Most people trying to get more mobile do the same thing: drop into a deep stretch, hold it for thirty seconds, and grit through the discomfort. It feels productive. It’s also one of the least effective ways to actually increase your range of motion — and it’s a big reason people stretch for months without much to show for it.
At Stretch*d, improving mobility is most of what we do all day. The approach our Stretch*rs use looks different from the long, forceful holds most people picture when they hear “stretching” — and that difference is exactly why it works.
Here’s what mobility really is, why the usual method stalls, and how to build it on your own, and with help.

Mobility vs. Flexibility — They’re Not the Same Thing
People use the words interchangeably, but they’re different, and the gap matters.
- Flexibility is how far a muscle can be lengthened, often passively — like when someone pushes your leg toward your chest and you just relax into it.
- Mobility is how well you can move a joint through its range under your own control — actively, with strength and stability the whole way.
Your ability to move freely depends on both, but they train differently. You can be flexible without being mobile: plenty of passive range you can’t actually use. Mobility is the useful version — range you own. That distinction shapes how you should train it.
Why the Usual Approach Stalls
Here’s the part most people get wrong. When you force a muscle into a long, static stretch, your body reads it as a threat. A protective reflex — the myotatic, or stretch, reflex — kicks in and the muscle actually contracts to avoid being overstretched. So you pull harder while the muscle quietly pushes back.
Picture a rubber band held at full stretch for too long: over time its elasticity gives out rather than improves. Muscle isn’t so different. Long, forceful holds tend to stress the tissue more than they lengthen it, which is why static stretching is a slow, frustrating way to build range of motion.

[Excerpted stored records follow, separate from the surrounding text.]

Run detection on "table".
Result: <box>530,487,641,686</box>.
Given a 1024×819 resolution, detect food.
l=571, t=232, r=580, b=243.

There’s also a “happy medium” people miss: over-stretching is as counterproductive as not stretching at all. A properly stretched muscle, not an overstretched one, is the one that moves and performs best.
How to Actually Increase Mobility
The method Stretch*d is built on is Active Isolated Stretching (AIS). It flips the usual approach on a few key points:
- Active, not passive. Instead of forcing a muscle to relax, you gently contract the opposing muscle. Through a built-in reflex called reciprocal inhibition, the muscle you’re targeting relaxes and lengthens on its own — safely, without tripping that protective contraction.
- Short holds, repeated. Rather than one long hold, you ease into the stretch for about two seconds, release, and repeat. Short reps slip under the stretch reflex and improve flexibility, mobility, and circulation at the same time.
- Isolated and targeted. You work one muscle group at a time instead of a vague, general stretch. That precision is also how you spot imbalances — for most people, the left and right hip mobility (or hamstring, or shoulder) aren’t equal.
- Consistent. Mobility is a resting state you shift over time, not something you force in a single session. A little, often, beats a lot, rarely.
Done this way, stretching changes the resting length of a muscle instead of just temporarily yanking on it, which is why the gains actually stick. (If you want the deeper contrast between methods, see our guide to active vs. passive stretching.)
A Simple Way to Start at Home
You don’t need special equipment- only a stretching strap. These mobility exercises work across all physical activities and every fitness level, so don’t worry about starting from scratch. Pick a couple of areas that feel tight – for most people it’s hips, hamstrings, low back, neck, or shoulders — and work them actively:
- Ease into the stretch using your own muscles, not by cranking on the joint.
- Hold about two seconds, then release.
- Repeat 8–10 times per side, and do both sides, even if one feels fine.
- Keep it gentle. It should feel like easing into space, never like force.
Think of this as your warm-up for a broader mobility workout, or as standalone maintenance on days you’re not doing strength training. Two exercises to improve your range we often send clients home with: Hello Hammies for the hamstrings and Twist*d Triangle for the hips. For the why-behind-it, our active stretching guide breaks it down.
A note on soreness: if you’re starting from very tight, you might feel a little sore afterward. That’s normal – the fix is to keep gently doing the work, not to stop. It eases as your body adjusts.

Where a Stretch*r Comes In
You can make real mobility progress on your own. But there’s a ceiling to what you can reach solo – it’s hard to fully isolate a muscle, control the exact angle, and relax into it all at once.
That’s what a Stretch*r is for. In an assisted session, a trained Stretch*r moves you through the same active, isolated method with leverage and precision you can’t get by yourself — targeting the exact muscles holding you back and working around old injuries or stubborn tightness safely. If you’ve been dealing with persistent restrictions, working with a physical therapist or a trained Stretch*r can help improve your range far faster than solo work alone.
The way we think about it: assisted sessions move your mobility forward; the work you do at home keeps it. Together, the progress holds. [booking link]
Who Should Work on Mobility?
Just about everyone, but it’s especially worth it if you sit most of the day, you’re an athlete or runner who wants to move more freely, you’re easing back from tightness or an old injury (with your doctor’s okay), or you just don’t move the way you used to and want that back.